Let them Feel the Feels - What is Emotion Coaching?

Emotion coaching is a parenting strategy that helps children develop emotional intellegence. It respects children's emotions and helps them feel heard and understood so they can learn to regulate their emotions. It also strengthens family relationships. The strategy is highlighted in John Gottman's book Raising an Emotionally Intelligent Child (Gottman 1997.)  With emotion coaching, children's feelings are respected and validated, yet limits are set on behaviours. So it is not simply, I understand you don't want to brush your teeth, therefore you don't have to. Rather, the child's feelings are acknowledged and validated, and teeth brushing is kindly enforced.

This clip from the movie Inside Out, provides an example of how effective emotion coaching can be. Feeling negative emotions such as sadness, helps to process the experience, grow from it, and it ultimately builds resiliance and emotional maturity.

Dr. John Gottman explains it as "Helping children and young people to understand the different emotions they experience, why they occur and how to handle them." (Gottman 1996)

Emotion Coaching teaches empathy and is a powerful way to connect with others and regulate emotions. It can be used with children and adults to increase connection and love.

Through support from a sensitive adult, children can learn to process their emotions and helps cognitive and intellectual development.

5 Steps of Emotion Coaching

  1. Notice child's emotions - Listen to your child and try to understand feeling
  2. Help to feel understood, compassion, validated. Validate child’s right to have feelings.
  3. Put their feelings into words - verbally label feeling
  4. Help understand feeling and where it comes from
  5. Set limits on misbehaviour – feelings are acceptable, but misbehaviour is not acceptable.

Learning to coach children through their emotions can be challenging at first, especially if we as parents are not in tune or comfortable with our own emotions. Try to practice these steps when the stakes are low, when you are relaxed and enjoying a positive moment with your child. Practicing it in the easy times, will mean that it comes more naturally in the moments when you really need it. Emotion coaching helps children develop emotional intelligence, connection and resilliance and will have life-long benefits for them, and later, there own children.

Getting Cooperation

"Connect before Direct"

A powerful bonus of emotion coaching is that it creates a deep connection that helps children to naturally want to cooperate, as long as a connection is made before the adult makes any requests for behaviour. When children feel loved and connected, they have an increased desire to follow the examples and directions of those that they are connected to.

"Counterwill"

On the contrary, when there is no connection before we make a request, children (and adults too) naturally want to resist the action. This activates their counterwill, which is more likely to elicit the opposite response. This is a concept introduced by Gordon Neufeld, in is book, "Hold On To Your Children."

With this in mind, Emotion Coaching makes parenting children easier. In this video clip, Neufeld answers the question, what makes a child easy to parent? He describes the characteristics of an easy to parent child, and shares that its not due to skill, luck, love or care of the parent to the child. He shares that "It's not the love of a parent for the child, the key for the ease of parenting is the love of the child for the parent." When child feel understood and validated, it increases their connection and love for the parent, which has the biggest impact on the child following their parent's guidelines and leadership. (Neufeld & MATE, 2019)

More Resources on Emotional Coaching

Dr. Gottman shares the 5 steps to Emotion Coaching

This video from Circle of Security discusses how parent's emotions and history of negative experiences and perceptions of feelings can make emotion coaching more challenging and offer tips for overcoming these challenges.

Being-With and Shark Music -- Circle of Security International from Circle of Security International on Vimeo.

 

Resources

Gottman, J. (1997) Raising an Emotionally Intelligent Child. Simon & Schuster, New York.

Neufeld, D. G., & MATE, D. G. (2019). HOLD ON TO YOUR KIDS: Why parents need to matter more than peers.: VERMILION.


--- What the exercise asks ---
Leave the pictures out and reproduce all the entries word for word.

--- Data to examine ---

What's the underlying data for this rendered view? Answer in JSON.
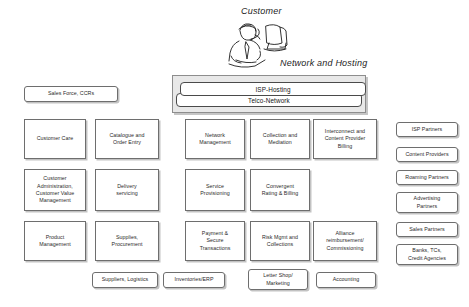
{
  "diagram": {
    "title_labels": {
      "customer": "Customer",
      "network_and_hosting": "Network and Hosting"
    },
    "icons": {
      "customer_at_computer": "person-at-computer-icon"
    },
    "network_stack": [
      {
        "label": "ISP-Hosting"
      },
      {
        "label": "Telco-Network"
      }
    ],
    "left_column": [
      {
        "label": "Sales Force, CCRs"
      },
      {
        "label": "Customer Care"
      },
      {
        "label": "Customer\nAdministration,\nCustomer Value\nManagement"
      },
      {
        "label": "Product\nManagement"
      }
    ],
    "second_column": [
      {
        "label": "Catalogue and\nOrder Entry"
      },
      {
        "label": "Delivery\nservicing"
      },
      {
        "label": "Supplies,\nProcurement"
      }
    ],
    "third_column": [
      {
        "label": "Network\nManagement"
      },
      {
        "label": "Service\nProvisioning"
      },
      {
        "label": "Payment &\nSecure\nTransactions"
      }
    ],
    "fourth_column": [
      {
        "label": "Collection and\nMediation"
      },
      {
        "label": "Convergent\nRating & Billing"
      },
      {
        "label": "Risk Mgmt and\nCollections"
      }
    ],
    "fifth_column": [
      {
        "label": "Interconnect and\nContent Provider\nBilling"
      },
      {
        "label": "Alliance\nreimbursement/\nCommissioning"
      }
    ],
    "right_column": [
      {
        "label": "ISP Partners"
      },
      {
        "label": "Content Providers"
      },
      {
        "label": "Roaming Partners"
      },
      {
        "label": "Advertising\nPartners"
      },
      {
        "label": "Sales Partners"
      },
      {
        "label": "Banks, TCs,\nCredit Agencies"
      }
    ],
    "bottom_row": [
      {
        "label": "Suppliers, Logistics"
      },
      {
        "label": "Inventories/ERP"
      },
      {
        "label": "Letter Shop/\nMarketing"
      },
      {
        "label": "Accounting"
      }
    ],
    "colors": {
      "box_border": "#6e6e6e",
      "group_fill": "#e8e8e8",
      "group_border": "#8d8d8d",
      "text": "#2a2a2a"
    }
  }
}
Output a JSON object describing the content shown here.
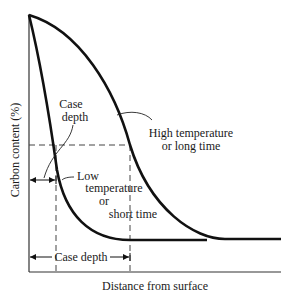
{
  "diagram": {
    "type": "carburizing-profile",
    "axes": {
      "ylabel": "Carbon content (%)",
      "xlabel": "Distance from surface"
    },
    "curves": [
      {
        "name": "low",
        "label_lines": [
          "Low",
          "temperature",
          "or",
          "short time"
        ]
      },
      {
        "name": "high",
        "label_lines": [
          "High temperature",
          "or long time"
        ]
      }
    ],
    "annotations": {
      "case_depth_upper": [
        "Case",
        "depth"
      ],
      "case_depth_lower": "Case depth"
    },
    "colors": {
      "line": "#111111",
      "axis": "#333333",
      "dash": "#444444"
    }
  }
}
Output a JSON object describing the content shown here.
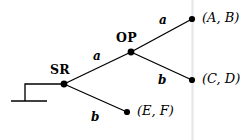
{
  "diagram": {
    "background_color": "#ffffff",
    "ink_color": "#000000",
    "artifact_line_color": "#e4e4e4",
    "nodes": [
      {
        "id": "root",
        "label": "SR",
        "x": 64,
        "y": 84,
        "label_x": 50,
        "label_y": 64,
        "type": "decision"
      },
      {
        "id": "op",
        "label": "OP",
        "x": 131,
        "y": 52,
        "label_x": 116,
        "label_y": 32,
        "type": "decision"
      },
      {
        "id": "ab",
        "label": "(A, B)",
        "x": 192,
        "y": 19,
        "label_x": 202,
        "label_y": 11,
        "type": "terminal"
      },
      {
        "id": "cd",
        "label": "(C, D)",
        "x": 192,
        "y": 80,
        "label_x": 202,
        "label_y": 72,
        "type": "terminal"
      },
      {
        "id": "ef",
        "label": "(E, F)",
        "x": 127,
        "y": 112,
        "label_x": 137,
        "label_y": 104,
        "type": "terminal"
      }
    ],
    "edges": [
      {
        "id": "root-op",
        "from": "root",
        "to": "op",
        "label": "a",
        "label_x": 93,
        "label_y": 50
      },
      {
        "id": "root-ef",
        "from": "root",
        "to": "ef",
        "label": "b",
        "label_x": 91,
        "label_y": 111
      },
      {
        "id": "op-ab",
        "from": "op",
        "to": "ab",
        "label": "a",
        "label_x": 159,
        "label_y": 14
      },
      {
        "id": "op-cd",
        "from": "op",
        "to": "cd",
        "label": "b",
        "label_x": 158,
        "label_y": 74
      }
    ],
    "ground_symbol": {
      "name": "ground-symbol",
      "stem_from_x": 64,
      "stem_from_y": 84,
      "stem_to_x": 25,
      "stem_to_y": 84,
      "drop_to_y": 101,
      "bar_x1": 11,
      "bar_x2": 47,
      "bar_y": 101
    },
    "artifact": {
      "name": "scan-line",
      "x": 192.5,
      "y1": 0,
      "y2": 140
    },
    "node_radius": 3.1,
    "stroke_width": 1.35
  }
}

--- Task result ---
What's the underlying data for this rendered view? Answer in JSON.
{
  "diagram": {
    "title_labels": {
      "customer": "Customer",
      "network_and_hosting": "Network and Hosting"
    },
    "icons": {
      "customer_at_computer": "person-at-computer-icon"
    },
    "network_stack": [
      {
        "label": "ISP-Hosting"
      },
      {
        "label": "Telco-Network"
      }
    ],
    "left_column": [
      {
        "label": "Sales Force, CCRs"
      },
      {
        "label": "Customer Care"
      },
      {
        "label": "Customer\nAdministration,\nCustomer Value\nManagement"
      },
      {
        "label": "Product\nManagement"
      }
    ],
    "second_column": [
      {
        "label": "Catalogue and\nOrder Entry"
      },
      {
        "label": "Delivery\nservicing"
      },
      {
        "label": "Supplies,\nProcurement"
      }
    ],
    "third_column": [
      {
        "label": "Network\nManagement"
      },
      {
        "label": "Service\nProvisioning"
      },
      {
        "label": "Payment &\nSecure\nTransactions"
      }
    ],
    "fourth_column": [
      {
        "label": "Collection and\nMediation"
      },
      {
        "label": "Convergent\nRating & Billing"
      },
      {
        "label": "Risk Mgmt and\nCollections"
      }
    ],
    "fifth_column": [
      {
        "label": "Interconnect and\nContent Provider\nBilling"
      },
      {
        "label": "Alliance\nreimbursement/\nCommissioning"
      }
    ],
    "right_column": [
      {
        "label": "ISP Partners"
      },
      {
        "label": "Content Providers"
      },
      {
        "label": "Roaming Partners"
      },
      {
        "label": "Advertising\nPartners"
      },
      {
        "label": "Sales Partners"
      },
      {
        "label": "Banks, TCs,\nCredit Agencies"
      }
    ],
    "bottom_row": [
      {
        "label": "Suppliers, Logistics"
      },
      {
        "label": "Inventories/ERP"
      },
      {
        "label": "Letter Shop/\nMarketing"
      },
      {
        "label": "Accounting"
      }
    ],
    "colors": {
      "box_border": "#6e6e6e",
      "group_fill": "#e8e8e8",
      "group_border": "#8d8d8d",
      "text": "#2a2a2a"
    }
  }
}
Output a JSON object describing the content shown here.
{
  "diagram": {
    "type": "carburizing-profile",
    "axes": {
      "ylabel": "Carbon content (%)",
      "xlabel": "Distance from surface"
    },
    "curves": [
      {
        "name": "low",
        "label_lines": [
          "Low",
          "temperature",
          "or",
          "short time"
        ]
      },
      {
        "name": "high",
        "label_lines": [
          "High temperature",
          "or long time"
        ]
      }
    ],
    "annotations": {
      "case_depth_upper": [
        "Case",
        "depth"
      ],
      "case_depth_lower": "Case depth"
    },
    "colors": {
      "line": "#111111",
      "axis": "#333333",
      "dash": "#444444"
    }
  }
}
Output a JSON object describing the content shown here.
{
  "diagram": {
    "background_color": "#ffffff",
    "ink_color": "#000000",
    "artifact_line_color": "#e4e4e4",
    "nodes": [
      {
        "id": "root",
        "label": "SR",
        "x": 64,
        "y": 84,
        "label_x": 50,
        "label_y": 64,
        "type": "decision"
      },
      {
        "id": "op",
        "label": "OP",
        "x": 131,
        "y": 52,
        "label_x": 116,
        "label_y": 32,
        "type": "decision"
      },
      {
        "id": "ab",
        "label": "(A, B)",
        "x": 192,
        "y": 19,
        "label_x": 202,
        "label_y": 11,
        "type": "terminal"
      },
      {
        "id": "cd",
        "label": "(C, D)",
        "x": 192,
        "y": 80,
        "label_x": 202,
        "label_y": 72,
        "type": "terminal"
      },
      {
        "id": "ef",
        "label": "(E, F)",
        "x": 127,
        "y": 112,
        "label_x": 137,
        "label_y": 104,
        "type": "terminal"
      }
    ],
    "edges": [
      {
        "id": "root-op",
        "from": "root",
        "to": "op",
        "label": "a",
        "label_x": 93,
        "label_y": 50
      },
      {
        "id": "root-ef",
        "from": "root",
        "to": "ef",
        "label": "b",
        "label_x": 91,
        "label_y": 111
      },
      {
        "id": "op-ab",
        "from": "op",
        "to": "ab",
        "label": "a",
        "label_x": 159,
        "label_y": 14
      },
      {
        "id": "op-cd",
        "from": "op",
        "to": "cd",
        "label": "b",
        "label_x": 158,
        "label_y": 74
      }
    ],
    "ground_symbol": {
      "name": "ground-symbol",
      "stem_from_x": 64,
      "stem_from_y": 84,
      "stem_to_x": 25,
      "stem_to_y": 84,
      "drop_to_y": 101,
      "bar_x1": 11,
      "bar_x2": 47,
      "bar_y": 101
    },
    "artifact": {
      "name": "scan-line",
      "x": 192.5,
      "y1": 0,
      "y2": 140
    },
    "node_radius": 3.1,
    "stroke_width": 1.35
  }
}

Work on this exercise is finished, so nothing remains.